Sugar as operating system

John Gilmore gnu at toad.com
Tue Jul 21 13:26:12 EDT 2009


> > More seriously, I don't know if it is possible, but getting Nicholas
> > to stop making a "scrambled egg" out of the software stack with his
> > "omelet" analogy would go a long ways to reducing the confusion in the
> > media as well. His continued insistence that Sugar is an operating
> > system--the problem--is being spoken out of ignorance and does not
> > reflect well on either project. As you know better than most, the bulk
> > of the software engineering effort at OLPC has been in support of
> > getting the hardware to boot, drivers, security, power management,
> > etc. All critical tasks, whether or not this is an education project.
> > Sugar (or any other user-facing) bits have always been and still are
> > almost entirely separate from these engineering necessities, as is
> > content development and the bulk of the deployment work.

I heard a ring of truth from Nicholas's last remarks, even if you
didn't, Walter.  OLPC needed to pull off "too many miracles" to ship
the XO-1, and one of those miracles that didn't work was the total
rewrite of the GUI.

Not just rewriting all the applications, ignoring the hundreds of
useful ordinary Linux GUI programs that still don't work on the XO.
But making your own window manager and insisting that any program had
to be "sugarized" to run on the machine was Icarus-style hubris.  That
then required rewriting all the ancillary control panels including
power management settings, WiFi selection and passwords (which had
endless bugs), two or three brand new software update mechanisms, the
DRM, the worm security model, building your own Linux distro releases,
etc.  It was all fun research, of course.  But doing all that stuff
*before* being able to ship hardware was makework that OLPC could ill
afford.  There's still a lot of hardware potential in the XO-1 that
the software never got its chops together to exploit -- but three
years have gone by and all the work is going into new hardware.
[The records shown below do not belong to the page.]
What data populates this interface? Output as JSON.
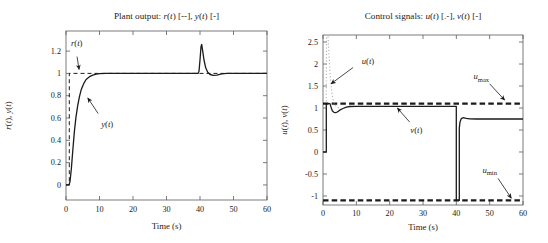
{
  "figure": {
    "background": "#ffffff",
    "line_color": "#1b1b1b",
    "dotted_color": "#b3b3b3",
    "axis_color": "#5a5a5a"
  },
  "chart_data": [
    {
      "name": "plant-output",
      "type": "line",
      "title": "Plant output: *r*(*t*) [--], *y*(*t*) [-]",
      "xlabel": "Time (s)",
      "ylabel": "*r*(*t*), *y*(*t*)",
      "xlim": [
        0,
        60
      ],
      "ylim": [
        -0.135,
        1.38
      ],
      "grid": false,
      "xticks": [
        0,
        10,
        20,
        30,
        40,
        50,
        60
      ],
      "xtick_labels": [
        "0",
        "10",
        "20",
        "30",
        "40",
        "50",
        "60"
      ],
      "yticks": [
        0,
        0.2,
        0.4,
        0.6,
        0.8,
        1,
        1.2
      ],
      "ytick_labels": [
        "0",
        "0.2",
        "0.4",
        "0.6",
        "0.8",
        "1",
        "1.2"
      ],
      "series": [
        {
          "name": "r(t)",
          "style": "dashed",
          "color": "#1b1b1b",
          "width": 1.0,
          "points": [
            [
              0,
              0
            ],
            [
              1,
              0
            ],
            [
              1,
              1
            ],
            [
              60,
              1
            ]
          ]
        },
        {
          "name": "y(t)",
          "style": "solid",
          "color": "#1b1b1b",
          "width": 1.3,
          "points": [
            [
              0,
              0
            ],
            [
              0.9,
              0
            ],
            [
              1.2,
              0.03
            ],
            [
              1.6,
              0.15
            ],
            [
              2,
              0.3
            ],
            [
              2.5,
              0.48
            ],
            [
              3,
              0.61
            ],
            [
              3.5,
              0.71
            ],
            [
              4,
              0.79
            ],
            [
              4.5,
              0.85
            ],
            [
              5,
              0.89
            ],
            [
              5.5,
              0.92
            ],
            [
              6,
              0.945
            ],
            [
              7,
              0.97
            ],
            [
              8,
              0.985
            ],
            [
              9,
              0.993
            ],
            [
              10,
              0.997
            ],
            [
              12,
              1.0
            ],
            [
              39.4,
              1.0
            ],
            [
              39.7,
              1.02
            ],
            [
              40,
              1.12
            ],
            [
              40.3,
              1.24
            ],
            [
              40.5,
              1.26
            ],
            [
              40.8,
              1.2
            ],
            [
              41.2,
              1.12
            ],
            [
              41.7,
              1.05
            ],
            [
              42.3,
              1.01
            ],
            [
              43,
              0.99
            ],
            [
              44,
              0.982
            ],
            [
              45,
              0.985
            ],
            [
              46.5,
              0.995
            ],
            [
              48,
              1.0
            ],
            [
              60,
              1.0
            ]
          ]
        }
      ],
      "annotations": [
        {
          "text": "*r*(*t*)",
          "tx": 3.2,
          "ty": 1.27,
          "x1": 3.3,
          "y1": 1.15,
          "x2": 3.9,
          "y2": 1.035
        },
        {
          "text": "*y*(*t*)",
          "tx": 12.3,
          "ty": 0.55,
          "x1": 9.6,
          "y1": 0.64,
          "x2": 6.5,
          "y2": 0.78
        }
      ]
    },
    {
      "name": "control-signals",
      "type": "line",
      "title": "Control signals: *u*(*t*) [.-], *v*(*t*) [-]",
      "xlabel": "Time (s)",
      "ylabel": "*u*(*t*), *v*(*t*)",
      "xlim": [
        0,
        60
      ],
      "ylim": [
        -1.205,
        2.66
      ],
      "grid": false,
      "xticks": [
        0,
        10,
        20,
        30,
        40,
        50,
        60
      ],
      "xtick_labels": [
        "0",
        "10",
        "20",
        "30",
        "40",
        "50",
        "60"
      ],
      "yticks": [
        -1,
        -0.5,
        0,
        0.5,
        1,
        1.5,
        2,
        2.5
      ],
      "ytick_labels": [
        "-1",
        "-0.5",
        "0",
        "0.5",
        "1",
        "1.5",
        "2",
        "2.5"
      ],
      "series": [
        {
          "name": "u-max-limit",
          "style": "bold-dashed",
          "color": "#1b1b1b",
          "width": 2.2,
          "points": [
            [
              0,
              1.1
            ],
            [
              60,
              1.1
            ]
          ]
        },
        {
          "name": "u-min-limit",
          "style": "bold-dashed",
          "color": "#1b1b1b",
          "width": 2.2,
          "points": [
            [
              0,
              -1.1
            ],
            [
              60,
              -1.1
            ]
          ]
        },
        {
          "name": "u(t)",
          "style": "dotted",
          "color": "#b3b3b3",
          "width": 1.1,
          "points": [
            [
              1,
              1.15
            ],
            [
              1.04,
              2.62
            ],
            [
              1.5,
              2.62
            ],
            [
              1.75,
              2.3
            ],
            [
              2.0,
              1.9
            ],
            [
              2.3,
              1.6
            ],
            [
              2.6,
              1.38
            ],
            [
              3.0,
              1.2
            ],
            [
              3.5,
              1.08
            ],
            [
              4.2,
              1.02
            ],
            [
              5,
              0.99
            ]
          ]
        },
        {
          "name": "v(t)",
          "style": "solid",
          "color": "#1b1b1b",
          "width": 1.3,
          "points": [
            [
              0,
              0
            ],
            [
              1,
              0
            ],
            [
              1,
              1.1
            ],
            [
              2.1,
              1.1
            ],
            [
              2.4,
              1.02
            ],
            [
              2.8,
              0.94
            ],
            [
              3.3,
              0.9
            ],
            [
              3.8,
              0.895
            ],
            [
              4.3,
              0.91
            ],
            [
              5,
              0.95
            ],
            [
              6,
              0.99
            ],
            [
              7,
              1.02
            ],
            [
              8,
              1.035
            ],
            [
              10,
              1.04
            ],
            [
              40,
              1.04
            ],
            [
              40,
              -1.1
            ],
            [
              40.9,
              -1.1
            ],
            [
              40.9,
              0.55
            ],
            [
              41.1,
              0.68
            ],
            [
              41.5,
              0.76
            ],
            [
              42,
              0.78
            ],
            [
              43,
              0.765
            ],
            [
              44,
              0.755
            ],
            [
              46,
              0.75
            ],
            [
              60,
              0.75
            ]
          ]
        }
      ],
      "annotations": [
        {
          "text": "*u*(*t*)",
          "tx": 13.5,
          "ty": 2.06,
          "x1": 9.0,
          "y1": 1.92,
          "x2": 2.4,
          "y2": 1.55
        },
        {
          "text": "*u*_max",
          "tx": 47.5,
          "ty": 1.72,
          "x1": 50.0,
          "y1": 1.55,
          "x2": 54.5,
          "y2": 1.18
        },
        {
          "text": "*v*(*t*)",
          "tx": 28.0,
          "ty": 0.5,
          "x1": 26.0,
          "y1": 0.68,
          "x2": 22.3,
          "y2": 1.0
        },
        {
          "text": "*u*_min",
          "tx": 50.0,
          "ty": -0.4,
          "x1": 52.5,
          "y1": -0.6,
          "x2": 56.5,
          "y2": -1.05
        }
      ]
    }
  ]
}
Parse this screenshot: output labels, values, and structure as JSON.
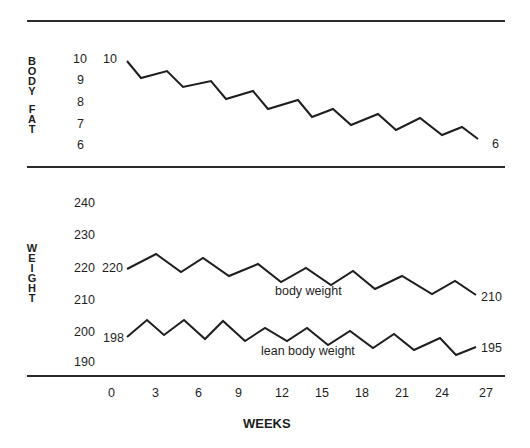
{
  "chart_data": [
    {
      "type": "line",
      "title": "",
      "ylabel": "BODY FAT",
      "xlabel": "WEEKS",
      "yticks": [
        "10",
        "9",
        "8",
        "7",
        "6"
      ],
      "ylim": [
        6,
        10
      ],
      "series": [
        {
          "name": "body fat",
          "start_label": "10",
          "end_label": "6",
          "x": [
            0,
            1.5,
            4,
            5.5,
            8,
            9.5,
            12,
            13.5,
            16,
            17.5,
            20,
            21.5,
            24,
            26,
            27.5,
            29.5,
            31.5,
            33
          ],
          "values": [
            10,
            9.2,
            9.4,
            8.8,
            8.9,
            8.2,
            8.4,
            7.7,
            7.9,
            7.3,
            7.5,
            6.9,
            7.2,
            6.6,
            6.9,
            6.4,
            6.5,
            6.0
          ]
        }
      ],
      "pixel_points": [
        [
          127,
          61
        ],
        [
          141,
          78
        ],
        [
          167,
          71
        ],
        [
          183,
          87
        ],
        [
          211,
          81
        ],
        [
          226,
          99
        ],
        [
          253,
          91
        ],
        [
          268,
          109
        ],
        [
          298,
          100
        ],
        [
          312,
          117
        ],
        [
          333,
          109
        ],
        [
          351,
          125
        ],
        [
          378,
          114
        ],
        [
          396,
          130
        ],
        [
          420,
          118
        ],
        [
          442,
          135
        ],
        [
          462,
          127
        ],
        [
          478,
          139
        ]
      ]
    },
    {
      "type": "line",
      "title": "",
      "ylabel": "WEIGHT",
      "xlabel": "WEEKS",
      "yticks": [
        "240",
        "230",
        "220",
        "210",
        "200",
        "190"
      ],
      "ylim": [
        190,
        240
      ],
      "xticks": [
        "0",
        "3",
        "6",
        "9",
        "12",
        "15",
        "18",
        "21",
        "24",
        "27"
      ],
      "xlim": [
        0,
        27
      ],
      "grid": false,
      "series": [
        {
          "name": "body weight",
          "start_label": "220",
          "end_label": "210",
          "x": [
            0,
            2.5,
            4.5,
            6.5,
            9,
            11.5,
            13.5,
            15.5,
            18,
            20,
            22,
            24.5,
            26
          ],
          "values": [
            220,
            224,
            219,
            223,
            218,
            221,
            216,
            220,
            215,
            218,
            213,
            216,
            211
          ],
          "pixel_points": [
            [
              127,
              269
            ],
            [
              156,
              254
            ],
            [
              181,
              272
            ],
            [
              203,
              258
            ],
            [
              229,
              276
            ],
            [
              258,
              264
            ],
            [
              281,
              282
            ],
            [
              306,
              268
            ],
            [
              331,
              285
            ],
            [
              353,
              271
            ],
            [
              375,
              289
            ],
            [
              402,
              276
            ],
            [
              432,
              294
            ],
            [
              455,
              281
            ],
            [
              476,
              295
            ]
          ]
        },
        {
          "name": "lean body weight",
          "start_label": "198",
          "end_label": "195",
          "values": [
            198,
            203,
            199,
            203,
            198,
            203,
            197,
            201,
            197,
            201,
            196,
            199,
            195,
            198,
            194,
            197,
            193,
            195
          ],
          "pixel_points": [
            [
              127,
              337
            ],
            [
              147,
              320
            ],
            [
              164,
              335
            ],
            [
              184,
              320
            ],
            [
              205,
              339
            ],
            [
              223,
              321
            ],
            [
              245,
              341
            ],
            [
              265,
              328
            ],
            [
              287,
              341
            ],
            [
              307,
              328
            ],
            [
              328,
              345
            ],
            [
              350,
              331
            ],
            [
              373,
              348
            ],
            [
              394,
              334
            ],
            [
              414,
              350
            ],
            [
              440,
              338
            ],
            [
              456,
              355
            ],
            [
              476,
              347
            ]
          ]
        }
      ]
    }
  ],
  "labels": {
    "body_fat_axis": [
      "B",
      "O",
      "D",
      "Y",
      "",
      "F",
      "A",
      "T"
    ],
    "weight_axis": [
      "W",
      "E",
      "I",
      "G",
      "H",
      "T"
    ],
    "body_fat_ticks": [
      "10",
      "9",
      "8",
      "7",
      "6"
    ],
    "weight_ticks": [
      "240",
      "230",
      "220",
      "210",
      "200",
      "190"
    ],
    "week_ticks": [
      "0",
      "3",
      "6",
      "9",
      "12",
      "15",
      "18",
      "21",
      "24",
      "27"
    ],
    "x_axis_title": "WEEKS",
    "body_fat_start": "10",
    "body_fat_end": "6",
    "body_weight_start": "220",
    "body_weight_end": "210",
    "body_weight_name": "body weight",
    "lean_start": "198",
    "lean_end": "195",
    "lean_name": "lean body weight"
  }
}
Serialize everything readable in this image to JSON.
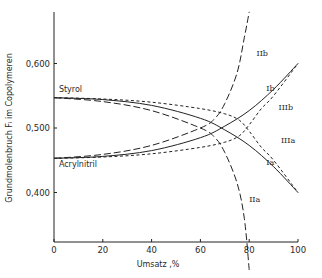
{
  "chart_data": {
    "type": "line",
    "title": "",
    "xlabel": "Umsatz ,%",
    "ylabel": "Grundmolenbruch Fᵢ im Copolymeren",
    "xlim": [
      0,
      100
    ],
    "ylim": [
      0.28,
      0.68
    ],
    "x_ticks": [
      0,
      20,
      40,
      60,
      80,
      100
    ],
    "x_tick_labels": [
      "0",
      "20",
      "40",
      "60",
      "80",
      "100"
    ],
    "y_ticks": [
      0.4,
      0.5,
      0.6
    ],
    "y_tick_labels": [
      "0,400",
      "0,500",
      "0,600"
    ],
    "grid": false,
    "legend": "none (curves labelled inline)",
    "annotations": [
      {
        "text": "Styrol",
        "x": 2,
        "y": 0.556
      },
      {
        "text": "Acrylnitril",
        "x": 2,
        "y": 0.44
      }
    ],
    "series": [
      {
        "name": "Ia",
        "style": "solid",
        "x": [
          0,
          20,
          40,
          60,
          70,
          80,
          90,
          100
        ],
        "y": [
          0.547,
          0.544,
          0.535,
          0.515,
          0.497,
          0.473,
          0.44,
          0.4
        ]
      },
      {
        "name": "Ib",
        "style": "solid",
        "x": [
          0,
          20,
          40,
          60,
          70,
          80,
          90,
          100
        ],
        "y": [
          0.453,
          0.456,
          0.465,
          0.485,
          0.503,
          0.527,
          0.56,
          0.6
        ]
      },
      {
        "name": "IIa",
        "style": "long-dash",
        "x": [
          0,
          20,
          40,
          60,
          66,
          70,
          75,
          78,
          80
        ],
        "y": [
          0.547,
          0.541,
          0.527,
          0.5,
          0.485,
          0.462,
          0.415,
          0.36,
          0.28
        ]
      },
      {
        "name": "IIb",
        "style": "long-dash",
        "x": [
          0,
          20,
          40,
          60,
          66,
          70,
          75,
          78,
          80
        ],
        "y": [
          0.453,
          0.459,
          0.473,
          0.5,
          0.515,
          0.538,
          0.585,
          0.64,
          0.68
        ]
      },
      {
        "name": "IIIa",
        "style": "short-dash",
        "x": [
          0,
          20,
          40,
          60,
          70,
          76,
          80,
          85,
          90,
          100
        ],
        "y": [
          0.547,
          0.545,
          0.54,
          0.53,
          0.522,
          0.512,
          0.495,
          0.47,
          0.45,
          0.4
        ]
      },
      {
        "name": "IIIb",
        "style": "short-dash",
        "x": [
          0,
          20,
          40,
          60,
          70,
          76,
          80,
          85,
          90,
          100
        ],
        "y": [
          0.453,
          0.455,
          0.46,
          0.47,
          0.478,
          0.488,
          0.505,
          0.53,
          0.55,
          0.6
        ]
      }
    ],
    "series_labels": [
      {
        "name": "IIb",
        "x": 83,
        "y": 0.612
      },
      {
        "name": "Ib",
        "x": 87,
        "y": 0.558
      },
      {
        "name": "IIIb",
        "x": 92,
        "y": 0.528
      },
      {
        "name": "IIIa",
        "x": 93,
        "y": 0.476
      },
      {
        "name": "Ia",
        "x": 87,
        "y": 0.443
      },
      {
        "name": "IIa",
        "x": 80,
        "y": 0.385
      }
    ]
  }
}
The other major challenges were plenty hard enough.  Netbook companies
figured out that they could ship tens of millions of laptops without
all that makework.  Some of OLPC's most important innovations (like
auto-suspend) have never recovered because they didn't get enough
attention.  (It's shipping, but not on by default, because of too many
serious bugs -- so battery life is half what it ought to be).

I'm glad that the team learned those lessons, painful as it has been.
The XO-1.5, installing a standard Linux release, with Sugar as an
option, will take an order of magnitude less software work, if
those lessons have really been taken to heart.